Should all the (normally visible) UI reside in the bootstrapper or do you put some of it into the MSI files?

How "dumb" should each MSI file ultimately be? That is, if using a bootstrapper and multiple MSI files anyway, should any individual MSI file contain any optional parts, or should all the options be factored out into separate MSI files (that just check for the existence of their respective prerequisites, but contain no logic to install them)?


Basically, the application (suite) needs to support a click-through average user scenario where the setup handles everything and for corporate clients needs to be able to be split up into MSI files that only contain our stuff minus dependencies like the .NET runtime, SQL Server, ... that'll be handled by the client's corporate IT and our software MSIs will be deployed by the client IT automagically.

So, should all the glue and dependency scripting go into the bootstrapper and only use very simple MSI files? Or should some "logic" go into (some) MSI files?

2

2 Answers

1
votes

Short-ish answer:

When there are multiple MSI files it is normal for the UI to be handled by the Burn bootstrapper because you do want to see combined progress, not all the separate MSI UIs. You also should set up appropriate rollbacks of more than one MSI in the event of a failure of one if you are really packaging several MSIs as a product, so if one fails they all need backing out.

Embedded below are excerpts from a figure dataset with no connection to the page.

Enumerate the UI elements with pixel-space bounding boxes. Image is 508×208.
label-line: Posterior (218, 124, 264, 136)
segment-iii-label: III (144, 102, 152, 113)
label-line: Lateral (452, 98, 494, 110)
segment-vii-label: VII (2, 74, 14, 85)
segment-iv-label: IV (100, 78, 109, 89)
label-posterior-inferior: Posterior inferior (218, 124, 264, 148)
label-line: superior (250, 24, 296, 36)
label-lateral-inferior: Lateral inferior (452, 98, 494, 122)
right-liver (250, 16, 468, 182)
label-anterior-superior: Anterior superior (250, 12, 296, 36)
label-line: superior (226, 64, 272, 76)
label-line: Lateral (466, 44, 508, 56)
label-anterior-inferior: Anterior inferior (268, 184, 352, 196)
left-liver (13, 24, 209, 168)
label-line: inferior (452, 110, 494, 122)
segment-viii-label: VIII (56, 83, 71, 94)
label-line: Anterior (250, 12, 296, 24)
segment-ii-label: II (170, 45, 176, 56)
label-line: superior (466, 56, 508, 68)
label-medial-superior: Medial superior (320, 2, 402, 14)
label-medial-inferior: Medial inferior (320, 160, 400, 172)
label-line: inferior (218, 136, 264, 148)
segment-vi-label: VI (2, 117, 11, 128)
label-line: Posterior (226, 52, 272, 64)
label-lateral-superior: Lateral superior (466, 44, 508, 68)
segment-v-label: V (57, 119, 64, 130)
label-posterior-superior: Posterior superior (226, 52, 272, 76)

The bootstrapper contains detection logic that determines what needs installing, and can install prerequisites like SQL, NET etc, but must not otherwise change the system.

The MSI files contain all the files, service installation, COM registration and so on that is appropriate for the files being installed. Any custom action code you use that alters the system must be in the execute sequence, deferred, and have a corresponding rollback CA to undo whatever it does. The MSI should be capable of being run independently to install its content - I've found that to be a useful guideline. The MSI files will be installed without their UI, so ensure that they can be installed silently with parameters passed as property values on the command line, including install location.

1
votes

Hard to answer this in brief. Do use Burn or a similar bootstrapper, and leave runtimes with their own deployment solution as a separate file to run - and run in silent mode by default.

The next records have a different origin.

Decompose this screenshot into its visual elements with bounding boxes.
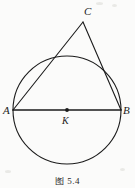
side-cb (83, 22, 121, 110)
vertex-label-k: K (62, 116, 69, 126)
center-point-k-dot (65, 108, 69, 112)
vertex-label-a: A (3, 105, 10, 116)
side-ac (13, 22, 83, 110)
geometry-canvas (0, 0, 135, 188)
vertex-label-b: B (123, 105, 130, 116)
figure-caption: 图 5.4 (0, 177, 135, 187)
geometry-figure: A B C K 图 5.4 (0, 0, 135, 188)
vertex-label-c: C (84, 6, 91, 17)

  • For home users you should install everything without too many questions to avoid confusion.
  • For corporate deployment you should deploy only what is needed and make it clear what each included deployment file is for:
    • Write a one page PDF with deployment instructions describing what every file does and what runtime it relates to. Call it "DEPLOYMENT README.TXT" or similar. This is the best way to get your application approved for corporate deployment. It can be tiresome to analyze this.
    • Application packagers in the corporate environment will analyze the prerequisites and determine if your application will work well with their standard framework packages. These standard packages will be set as a prerequisite in the distribution system.
    • Document in particular what .NET framework version is needed and other runtime requirements in detail.
    • Don't install windows hotfixes, msiexec engine updates or .NET framework runtimes automatically. Document them as prerequisites in your text file. These runtimes are tightly controlled in corporate settings and they are deployed by customized corporate packages.
    • You can include merge modules of simple runtimes in your MSI, they can be easily removed by the application packaging team in the corporate setting.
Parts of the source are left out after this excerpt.